Today, March 13th …
There was an article in the New York Times on this day in 1943, describing a novel way of making ice-cream. The geniuses were American airmen serving in England, flying Boeing B-17’s – better known as “The Flying Fortresses”. They probably considered it their patriotic duty to find a way to prepare their rations since the Secretary of War in the USA had declared ice-cream an “essential foodstuff”, presumably along with peanut butter and jelly.
The article said:
United States airmen based on British stations have discovered a handy way of making ice cream. They place prepared ice-cream mixture in a large can and anchor it to the rear-gunner’s compartment of a Flying Fortress. It is well shaken up and nicely frozen by flying over enemy territory at high altitudes. Care must be taken to drop bombs and not ice-cream on enemy targets, and to avoid Nazi fighters and anti-aircraft fire. That is all there is too it.
The ice-cream mix may have been simply some powdered flavouring added to milk or cream, or it may have been a complete mix, prepared by spray drying. Not to get too technical here, there are technological problems with spray drying because “dehydration of sugar-rich foods is often difficult because of caking and stickiness problems”. No doubt this difficulty was behind NASA’s development of Freeze-Dried Ice-Cream (amazing phrase, that) for the use of its astronauts in space. What is it about men who fly, and ice-cream?
A recipe for a war-time ice-cream had appeared in the New York Times the previous year.
Vanilla Ice-Cream.
2-3 cup condensed milk
½ cup water
1 ½ teas vanilla
1 cup whipping cream or condensed milk, whipped
Mix the condensed milk, water, and vanilla, and chill. Whip the cream, or condensed milk to a custard-like consistency , and fold into the first mixture. Freeze in the freezing unit of the refrigerator, with the temperature at the coldest possible point, until about half frozen. Then scrape from the freezing tray and beat until smooth, but not melted. Replace in the freezing unit until frozen.
The article went on to describe how to ring the changes on this basic recipe by using additives such as lemon extract or maple flavouring, but quite frankly, the basic mix sounds awful enough, without these ‘improvements’.
If the military version was anything like this, it would have served very well as a weapon of war.
Tomorrow: The First Domestic Goddess.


Required work: For each line below that holds "name", return the line as it stands.

Collected data:
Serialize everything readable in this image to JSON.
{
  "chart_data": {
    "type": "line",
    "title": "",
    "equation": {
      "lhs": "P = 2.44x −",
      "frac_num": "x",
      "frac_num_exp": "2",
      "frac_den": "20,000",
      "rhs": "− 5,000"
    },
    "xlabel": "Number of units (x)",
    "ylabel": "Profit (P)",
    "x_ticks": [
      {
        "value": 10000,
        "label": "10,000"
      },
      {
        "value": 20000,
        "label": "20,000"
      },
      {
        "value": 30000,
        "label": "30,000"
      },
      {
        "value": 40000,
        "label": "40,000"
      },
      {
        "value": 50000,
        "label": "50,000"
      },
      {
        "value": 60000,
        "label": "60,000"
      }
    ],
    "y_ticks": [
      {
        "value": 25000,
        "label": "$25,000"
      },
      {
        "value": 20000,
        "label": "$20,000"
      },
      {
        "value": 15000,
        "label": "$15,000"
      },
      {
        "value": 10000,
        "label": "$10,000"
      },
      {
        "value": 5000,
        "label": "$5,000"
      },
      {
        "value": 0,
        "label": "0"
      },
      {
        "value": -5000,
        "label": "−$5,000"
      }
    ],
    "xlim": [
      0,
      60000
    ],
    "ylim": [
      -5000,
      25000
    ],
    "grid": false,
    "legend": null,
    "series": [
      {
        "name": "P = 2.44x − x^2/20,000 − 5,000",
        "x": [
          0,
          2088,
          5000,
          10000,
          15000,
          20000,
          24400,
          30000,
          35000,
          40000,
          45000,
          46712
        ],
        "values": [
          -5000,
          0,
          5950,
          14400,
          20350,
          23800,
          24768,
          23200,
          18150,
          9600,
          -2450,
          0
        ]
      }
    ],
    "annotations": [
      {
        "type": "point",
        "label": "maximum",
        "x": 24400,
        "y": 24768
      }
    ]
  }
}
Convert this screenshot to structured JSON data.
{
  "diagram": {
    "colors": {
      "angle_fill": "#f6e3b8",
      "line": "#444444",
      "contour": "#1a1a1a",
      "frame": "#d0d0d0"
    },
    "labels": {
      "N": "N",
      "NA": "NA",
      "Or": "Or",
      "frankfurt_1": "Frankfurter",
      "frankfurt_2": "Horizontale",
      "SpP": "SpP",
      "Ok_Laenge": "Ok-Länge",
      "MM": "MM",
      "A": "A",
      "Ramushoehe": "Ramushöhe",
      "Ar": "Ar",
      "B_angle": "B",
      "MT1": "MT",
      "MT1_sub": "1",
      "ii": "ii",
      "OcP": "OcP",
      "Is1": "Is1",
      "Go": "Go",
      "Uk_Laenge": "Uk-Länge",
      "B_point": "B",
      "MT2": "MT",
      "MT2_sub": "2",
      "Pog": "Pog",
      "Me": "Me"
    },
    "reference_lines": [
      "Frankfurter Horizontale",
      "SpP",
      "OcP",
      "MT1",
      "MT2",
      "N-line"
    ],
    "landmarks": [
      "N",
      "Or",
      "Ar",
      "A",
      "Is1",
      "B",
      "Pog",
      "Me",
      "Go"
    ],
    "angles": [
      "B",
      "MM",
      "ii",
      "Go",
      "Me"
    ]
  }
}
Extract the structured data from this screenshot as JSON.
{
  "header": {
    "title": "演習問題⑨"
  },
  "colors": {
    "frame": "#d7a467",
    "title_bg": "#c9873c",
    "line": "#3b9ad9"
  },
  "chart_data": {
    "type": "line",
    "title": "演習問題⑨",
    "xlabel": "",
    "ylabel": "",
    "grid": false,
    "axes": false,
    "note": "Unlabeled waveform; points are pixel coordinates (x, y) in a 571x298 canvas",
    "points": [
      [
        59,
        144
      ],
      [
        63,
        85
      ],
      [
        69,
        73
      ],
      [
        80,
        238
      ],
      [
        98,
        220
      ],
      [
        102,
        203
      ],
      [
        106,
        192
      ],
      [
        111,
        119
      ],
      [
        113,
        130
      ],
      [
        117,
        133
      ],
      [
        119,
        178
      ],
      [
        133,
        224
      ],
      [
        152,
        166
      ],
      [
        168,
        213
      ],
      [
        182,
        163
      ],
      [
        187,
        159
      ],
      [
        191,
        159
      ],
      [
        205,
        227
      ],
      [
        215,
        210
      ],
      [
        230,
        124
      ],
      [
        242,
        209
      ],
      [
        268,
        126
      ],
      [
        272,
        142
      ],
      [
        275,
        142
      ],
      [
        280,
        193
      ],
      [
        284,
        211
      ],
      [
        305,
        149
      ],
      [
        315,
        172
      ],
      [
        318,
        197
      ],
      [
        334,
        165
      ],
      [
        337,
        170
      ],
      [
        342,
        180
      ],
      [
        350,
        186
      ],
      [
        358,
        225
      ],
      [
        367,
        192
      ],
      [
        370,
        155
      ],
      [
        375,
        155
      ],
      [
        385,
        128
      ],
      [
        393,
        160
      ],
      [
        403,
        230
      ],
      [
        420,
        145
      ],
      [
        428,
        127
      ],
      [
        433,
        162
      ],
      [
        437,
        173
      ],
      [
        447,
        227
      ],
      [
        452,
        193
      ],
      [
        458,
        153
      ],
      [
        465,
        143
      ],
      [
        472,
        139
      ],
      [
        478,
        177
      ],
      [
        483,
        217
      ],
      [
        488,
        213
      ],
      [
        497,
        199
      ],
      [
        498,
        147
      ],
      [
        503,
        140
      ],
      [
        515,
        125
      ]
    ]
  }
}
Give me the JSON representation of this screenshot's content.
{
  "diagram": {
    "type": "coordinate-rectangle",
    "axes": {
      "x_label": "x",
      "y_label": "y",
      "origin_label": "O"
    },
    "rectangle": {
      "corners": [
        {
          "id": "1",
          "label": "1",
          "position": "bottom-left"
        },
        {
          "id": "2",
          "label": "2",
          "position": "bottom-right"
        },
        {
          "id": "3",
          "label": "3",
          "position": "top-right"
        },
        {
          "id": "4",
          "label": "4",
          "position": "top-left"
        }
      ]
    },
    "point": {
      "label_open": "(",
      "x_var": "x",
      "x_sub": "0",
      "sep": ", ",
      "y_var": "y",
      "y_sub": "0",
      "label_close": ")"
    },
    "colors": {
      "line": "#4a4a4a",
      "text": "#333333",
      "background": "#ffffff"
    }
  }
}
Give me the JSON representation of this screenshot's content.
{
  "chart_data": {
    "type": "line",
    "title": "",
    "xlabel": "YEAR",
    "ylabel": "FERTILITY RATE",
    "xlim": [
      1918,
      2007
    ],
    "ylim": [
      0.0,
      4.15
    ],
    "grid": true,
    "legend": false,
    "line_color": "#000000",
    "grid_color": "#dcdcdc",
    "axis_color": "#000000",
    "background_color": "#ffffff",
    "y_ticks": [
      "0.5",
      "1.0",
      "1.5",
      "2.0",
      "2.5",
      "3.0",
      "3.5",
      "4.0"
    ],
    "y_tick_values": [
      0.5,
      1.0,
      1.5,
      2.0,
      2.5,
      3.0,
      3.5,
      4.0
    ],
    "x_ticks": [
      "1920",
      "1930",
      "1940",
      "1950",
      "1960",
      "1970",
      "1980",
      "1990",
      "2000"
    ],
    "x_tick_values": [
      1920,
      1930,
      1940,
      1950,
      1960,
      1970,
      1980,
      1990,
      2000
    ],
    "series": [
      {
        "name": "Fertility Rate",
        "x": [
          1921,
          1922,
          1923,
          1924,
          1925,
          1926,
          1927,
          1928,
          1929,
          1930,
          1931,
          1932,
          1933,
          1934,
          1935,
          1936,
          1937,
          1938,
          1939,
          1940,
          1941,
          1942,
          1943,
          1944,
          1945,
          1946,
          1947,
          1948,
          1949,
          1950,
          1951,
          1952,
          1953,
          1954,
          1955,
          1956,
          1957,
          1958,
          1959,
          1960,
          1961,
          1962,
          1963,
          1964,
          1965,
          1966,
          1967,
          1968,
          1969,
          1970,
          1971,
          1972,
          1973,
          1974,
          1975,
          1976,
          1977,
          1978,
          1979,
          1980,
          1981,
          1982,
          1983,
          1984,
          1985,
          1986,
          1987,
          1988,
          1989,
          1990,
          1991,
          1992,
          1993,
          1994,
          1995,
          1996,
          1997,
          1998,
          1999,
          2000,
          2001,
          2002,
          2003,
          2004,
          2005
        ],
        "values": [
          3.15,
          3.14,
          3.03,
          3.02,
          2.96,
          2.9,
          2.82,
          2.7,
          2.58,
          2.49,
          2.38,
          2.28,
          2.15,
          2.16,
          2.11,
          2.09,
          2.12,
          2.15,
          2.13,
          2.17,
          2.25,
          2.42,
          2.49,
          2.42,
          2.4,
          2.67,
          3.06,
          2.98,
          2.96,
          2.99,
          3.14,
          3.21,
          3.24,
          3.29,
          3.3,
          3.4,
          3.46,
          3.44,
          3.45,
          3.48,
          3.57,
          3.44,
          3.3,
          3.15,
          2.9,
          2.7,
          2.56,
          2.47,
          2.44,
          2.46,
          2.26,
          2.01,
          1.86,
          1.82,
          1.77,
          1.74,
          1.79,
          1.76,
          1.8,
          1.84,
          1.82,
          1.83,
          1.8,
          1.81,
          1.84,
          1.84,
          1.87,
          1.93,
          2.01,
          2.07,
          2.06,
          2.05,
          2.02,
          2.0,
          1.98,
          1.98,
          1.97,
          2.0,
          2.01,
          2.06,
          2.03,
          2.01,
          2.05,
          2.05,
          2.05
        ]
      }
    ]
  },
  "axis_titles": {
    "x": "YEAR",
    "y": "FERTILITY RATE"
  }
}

Response box:
        "name": "P = 2.44x − x^2/20,000 − 5,000",
        "name": "Fertility Rate",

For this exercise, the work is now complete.